More than 500 prisoners of war halted their march towards Thebes in a great field situated two miles from the city. A contingent of the palace guard watched over them in the sweltering midday sun. Not that it was necessary.
The emaciated prisoners' feet were bound with leather cord that was just long enough for them to frog-march; they could not run.

Ineni, the well-regarded royal architect, watched over the sad scene. He knew these men well. They had just spent five years in a remote valley excavating a new burial place for Tuthmosis I.

By day they had endured withering summer heat and surprisingly frigid blasts of desert cold that sometimes strafed the valley. At night they had slept under a sky shot through with stars.

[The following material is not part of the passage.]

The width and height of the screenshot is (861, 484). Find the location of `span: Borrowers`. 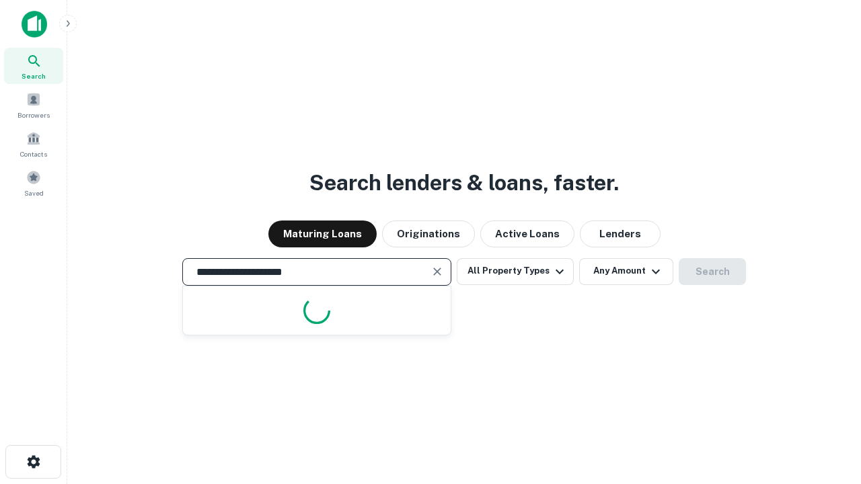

It had been more than 1,000 years since Cheops had built his great pyramid up the Nile in Giza. As grand and awe-inspiring as they were, pyramids turned out to be beacons of temptation for every local thier and tomb robber. There wasn't a single one that hadn't been looted. Not one.

But Ineni believed he had the solution to the pyramid problem. Using the elave labour provided by these prisoners, he had carved a secret burial hamber for Tuthmosis I. Not merely a makeshift cave, the tomb contained several tunnels, halways and half a dozen rooms. The pharaoh's stone sarcophagus would reside precisely in the centre, in the largest, most luxurious room.